CELLPHONES CITED AS POSSIBLE FACTOR IN LOSS OF BEES

While Cellphones may not cancer... this does sound plausible.
Telegraph, UK -  Britain has seen a 15 per cent decline in its bee population in the last two years Their disappearance has caused alarm throughout Europe and North America where campaigners have blamed agricultural pesticides, climate change and the advent of genetically modified crops for what is now known as 'colony collapse disorder.'

Now researchers from Chandigarh's Punjab University claim they have found the cause which could be the first step in reversing the decline: They have established that radiation from mobile telephones is a key factor in the phenomenon and say that it probably interfering with the bee's navigation senses.
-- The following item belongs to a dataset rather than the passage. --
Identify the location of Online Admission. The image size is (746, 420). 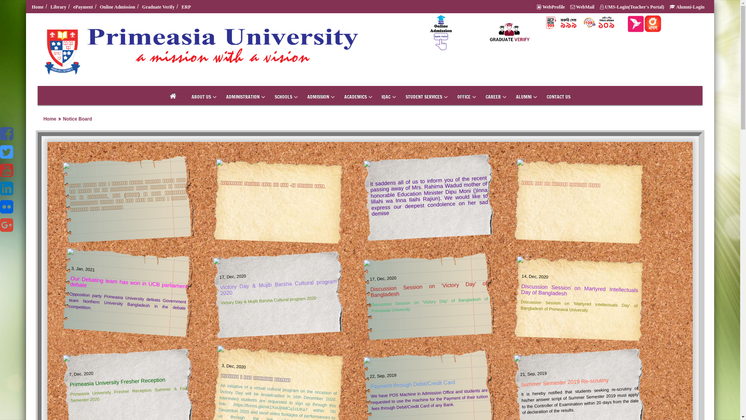
(119, 7).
They set up a controlled experiment in Punjab earlier this year comparing the behaviour and productivity of bees in two hives - one fitted with two mobile telephones which were powered on for two fifteen minute sessions per day for three months. The other had dummy models installed.

After three months the researchers recorded a dramatic decline in the size of the hive fitted with the mobile phones, a significant reduction in the number of eggs laid by the queen bee. The bees also stopped producing honey.

The queen bee in the "mobile" hive produced fewer than half of those created by her counterpart in the normal hive.

They also found a dramatic decline in the number of worker bees returning to the hive after collecting pollen. Because of this the amount of nectar produced in the hive also shrank.

Not sure?
Tim Lovett, of the British Beekeepers Association, said that hives have been successful in London where there was high mobile phone use.
"Previous work in this area has indicated this [mobile phone use] is not a real factor," he said. "If new data comes along we will look at it."
He said: "At the moment we think is more likely to be a combination of factors including disease, pesticides and habitat loss."